The motion also resolves that the congress should congratulate the University of Sussex branch of UCU for its “solidarity” with student protests against philosopher Kathleen Stock, after she was accused of transphobia due to her views on gender. Stock claimed the statement “end[ed] her career” at Sussex and later resigned.

Smith said that a lesbian feminist academic losing her job shouldn’t be celebrated and that the failure of the local UCU branch to support her right to participate in public policy debates about women’s rights “sets a destructive precedent.”

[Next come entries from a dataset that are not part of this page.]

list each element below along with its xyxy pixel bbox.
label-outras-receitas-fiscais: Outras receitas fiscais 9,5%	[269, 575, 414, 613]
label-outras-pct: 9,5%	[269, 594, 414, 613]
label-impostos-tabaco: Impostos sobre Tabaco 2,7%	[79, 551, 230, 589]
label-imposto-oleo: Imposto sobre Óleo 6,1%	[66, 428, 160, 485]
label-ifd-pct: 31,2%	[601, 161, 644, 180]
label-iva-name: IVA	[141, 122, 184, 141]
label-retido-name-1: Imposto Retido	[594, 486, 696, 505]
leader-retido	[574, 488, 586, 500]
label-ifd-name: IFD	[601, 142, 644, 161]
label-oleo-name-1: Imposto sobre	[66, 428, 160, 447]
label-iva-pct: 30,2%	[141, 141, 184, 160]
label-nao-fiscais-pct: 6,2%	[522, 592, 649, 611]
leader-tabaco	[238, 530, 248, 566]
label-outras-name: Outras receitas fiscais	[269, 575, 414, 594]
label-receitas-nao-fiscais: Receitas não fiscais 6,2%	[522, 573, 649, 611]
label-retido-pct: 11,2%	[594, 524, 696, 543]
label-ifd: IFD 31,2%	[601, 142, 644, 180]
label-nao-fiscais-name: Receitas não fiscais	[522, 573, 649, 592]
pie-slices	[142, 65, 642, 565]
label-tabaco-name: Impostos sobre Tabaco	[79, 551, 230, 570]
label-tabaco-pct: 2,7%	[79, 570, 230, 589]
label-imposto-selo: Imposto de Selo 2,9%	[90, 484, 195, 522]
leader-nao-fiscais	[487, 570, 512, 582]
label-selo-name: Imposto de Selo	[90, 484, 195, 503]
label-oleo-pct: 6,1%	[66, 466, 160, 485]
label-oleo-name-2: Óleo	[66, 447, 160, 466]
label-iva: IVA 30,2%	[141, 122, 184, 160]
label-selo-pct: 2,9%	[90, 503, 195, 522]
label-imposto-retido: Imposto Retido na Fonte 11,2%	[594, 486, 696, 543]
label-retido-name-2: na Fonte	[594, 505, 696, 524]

“Academic freedom is a foundational value of higher education, and free speech within the law is an essential prerequisite for democratic debate,” Smith said, adding that she felt trade unions were most effective when organizing on the broadest basis of common interest of the membership.

The founding of the Feminist Gender Equality Network, which opposes transphobia on campuses and more broadly, is also welcomed by the motion.

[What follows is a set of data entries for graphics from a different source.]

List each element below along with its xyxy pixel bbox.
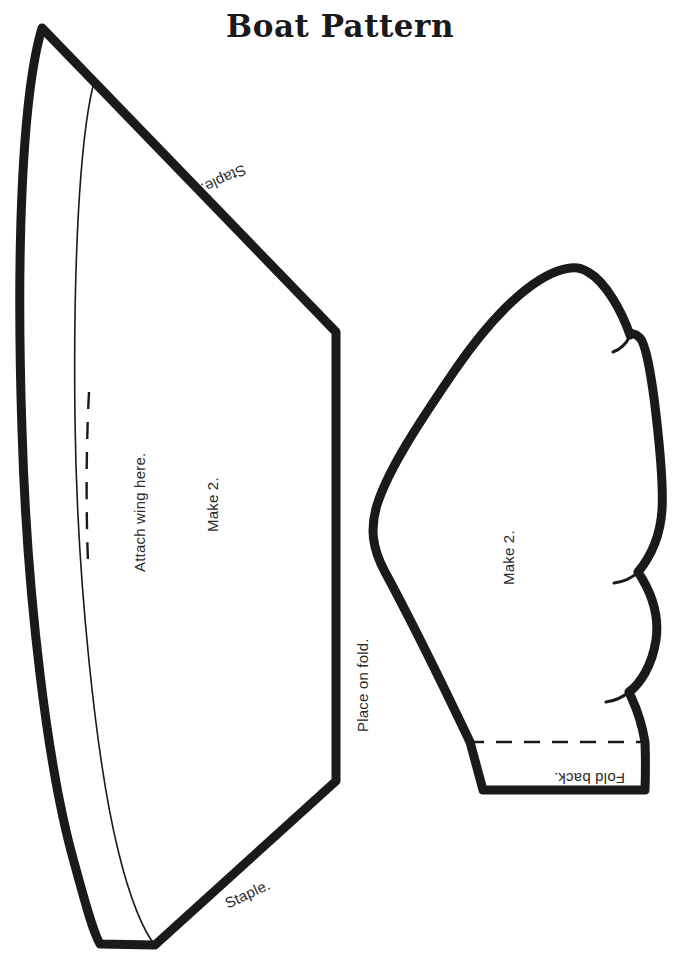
label-wing-make-2: Make 2. [500,530,517,585]
hull-outline [20,28,336,945]
pattern-drawing [0,0,676,957]
label-fold-back: Fold back. [554,770,625,787]
label-place-on-fold: Place on fold. [354,638,371,732]
wing-outline [373,268,662,790]
label-attach-wing-here: Attach wing here. [131,453,148,572]
pattern-page: Boat Pattern Staple. A [0,0,676,957]
label-hull-make-2: Make 2. [204,477,221,532]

The co-founders of this network, Sally Hines, chair of sociology at the University of Sheffield, and Natacha Kennedy, lecturer in education at Goldsmiths, University of London, said they were “heartened” to see the “commitment to advancing the inclusion of trans and non-binary staff and students” because the “pushback” by gender-critical academics “makes trans and non-binary students vulnerable.”

“The UCU motion rightly underscores the importance of creating higher education cultures that are fully inclusive and safe spaces for work and learning for people of all genders,” they added.

But Jo Phoenix, who is taking the Open University, her former employer, to an employment tribunal over claims it failed to protect her from harassment on campus because of her views on sex and gender, predicted that more academics like her would quit the union, as they no longer felt it served them, speculating that it was likely some could be considering starting an alternative union.

Phoenix, now professor of criminology at the University of Reading, said academic freedom was the “primary cornerstone” of what it was to be an academic and argued that it was a “sad and sorry” state of affairs that some within UCU seemed prepared—as she saw it—to sacrifice this, particularly at a time when “academics are under such attack generally and their conditions are deteriorating.”

“A trade union is meant to protect all its members’ working conditions, and this importantly includes freedom from harassment on the basis of one’s political beliefs,” she added.

The UCU spokesman said that “ministers and others should address the real problems in the sector” rather than “pretend that defending the rights of the most marginalized constitutes a threat.”

“We are clear that the defense of trans and non-binary people is central to improving the conditions of all staff and students in post-16 education, and look forward to UCU’s 2022 congress reaffirming this position,” he added.